I can vividly remember where I was on 6th February 2011. I can even tell you it was a Sunday night.
One of my all-time favourite bands, The Hold Steady were halfway through their set, as it goes, when my phone went off. The text said: “We need a clinkies for Gary Moore”. It was my oldest friend.
“Clinkies” I should explain, is code for someone we admire dying. We always toast them the next time we see each other. It’s a tradition we carry on to this day. In a macabre parallel, I was watching New Model Army the other week, and this time the text read simply: “Neil Peart. Clinkies.”
The Gary Moore one hit us especially hard. We are music geeks and I was at that point investigating loads of blues records based on the fact I’d seen Bonamassa a couple of years before and it was a life-changing experience.
It was then that my aforementioned mate had handed me a compilation he’d made for me. “Here, try this,” he said. What Rory Gallagher did on those tracks opened my eyes as to how it was really done.
That led me to any other Irish bluesman I could find, so it was natural I should get to Gary Moore pretty quick. For one thing, he’d done a song with Phil Lynott that I loved growing up, following on from some stuff in the greatest hard rock band there ever will be (no debates here, I won’t allow them) and lastly, the Co-op where my Gran worked had records in there for 50p. One of the ones I’d bought with my pocket money as a boy was “Empty Rooms”.
But even all that – and note here that I am not claiming any kind of encyclopaedic knowledge or that I saw Moore live or anything of the sort – never prepared me for just how good he was. Stunning, up there with the very best – and if you don’t listen to “Have You Heard” here without some kind of reverence or a misty eyed, “damn”, then you’d best move along .
“Here” to be specific, is London. Where, on December 2nd 2009, Moore played this set. It sounds genuinely stunning, and makes those of us who never had the pleasure wish we had.
It is, basically, an hour and twenty minutes that you couldn’t fail but to enjoy if you’ve ever loved the blues. The guitar tone, the way the organ melds with it on “Oh Pretty Woman” immediately hooks you, and moreover tells you the influence that this artist continues to have.
“Bad for You Baby” – the title track of the last album he did – and “Down The Line”, which sounds so riotous and righteous is the sound of a man who is revelling in the sheer joy of what he does. Most of these are blues “standards” if you will, but dear me, however many times I’ve heard “Since I Met You Baby” It has rarely sounded this good.
Maybe I shouldn’t be surprised at the versatility of the playing – given that he disappeared into jazz for years – but still “All Your Love” and “The Mojo (Boogie)” are so gloriously diverse.
He jams brilliantly on “I Love You More Than You’ll Ever Know”, an old Donnie Hathaway tune, and “So Tired” is a real highlight, as are “Still Got The Blues”. That “comeback” record if you will, I remember being reviewed in Kerrang and the way he plays it, and indeed listening to it now, a decade later, proves that it is timeless.”
“Walking By Myself” is just fun, simple as that, and the lovely – and really there is no better word for it – version of “Parisienne Walkways” that ends things, sort of underlines the point that Moore often made that “I could hardly get away without playing it, could I?”
But the one in between, though, really gets the point over. “The Blues Is Alright”, and you know what? It is. It always will be, as long as there are geniuses playing it
Moore is. He really is. And it is a shame that it took his death to get me to look into his music properly, but it is what it is.
The blues is back. And it’s here to stay. That might be the greatest legacy of them all.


Task brief: For the material below, return exactly the lines starting at the one holding "Locate an element" and ending at the one holding "What do you see at coordinates (655, 214)", counting both as part of the range.

Data to process:
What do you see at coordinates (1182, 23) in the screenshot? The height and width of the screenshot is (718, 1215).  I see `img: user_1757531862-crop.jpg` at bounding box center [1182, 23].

...

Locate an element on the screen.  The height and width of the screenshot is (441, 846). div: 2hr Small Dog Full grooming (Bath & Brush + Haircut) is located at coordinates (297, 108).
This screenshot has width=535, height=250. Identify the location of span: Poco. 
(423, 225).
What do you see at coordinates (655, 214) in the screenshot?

--

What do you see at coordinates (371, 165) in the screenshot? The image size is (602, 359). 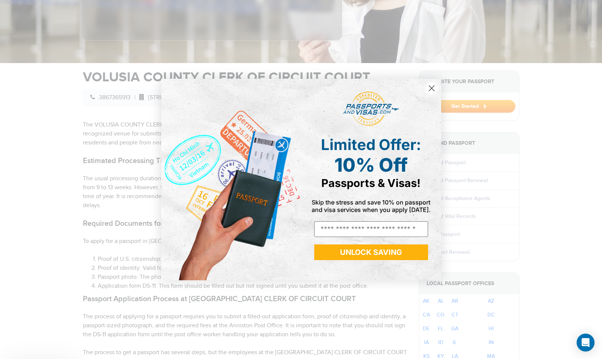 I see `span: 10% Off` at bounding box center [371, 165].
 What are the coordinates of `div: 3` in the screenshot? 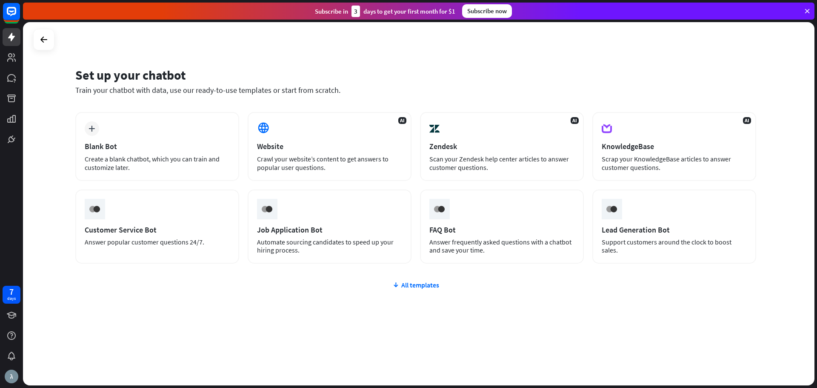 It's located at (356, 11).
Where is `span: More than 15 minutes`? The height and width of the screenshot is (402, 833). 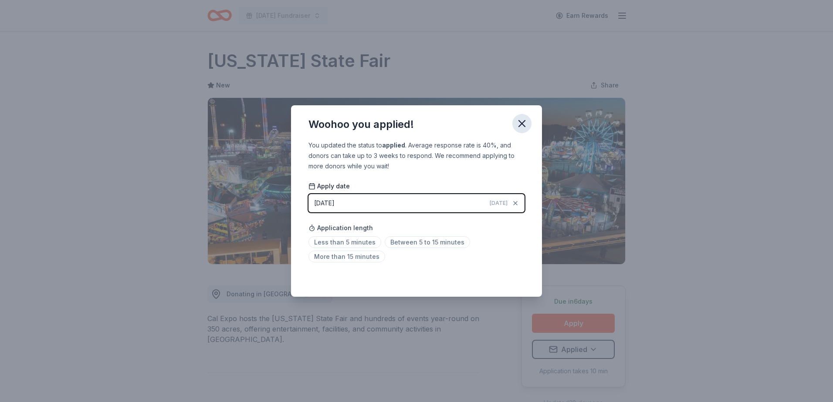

Exercise output:
Locate an element on the screen.  The height and width of the screenshot is (441, 846). div: 2hr Small Dog Full grooming (Bath & Brush + Haircut) is located at coordinates (297, 108).
This screenshot has width=535, height=250. Identify the location of span: Poco. 
(423, 225).
What do you see at coordinates (655, 214) in the screenshot?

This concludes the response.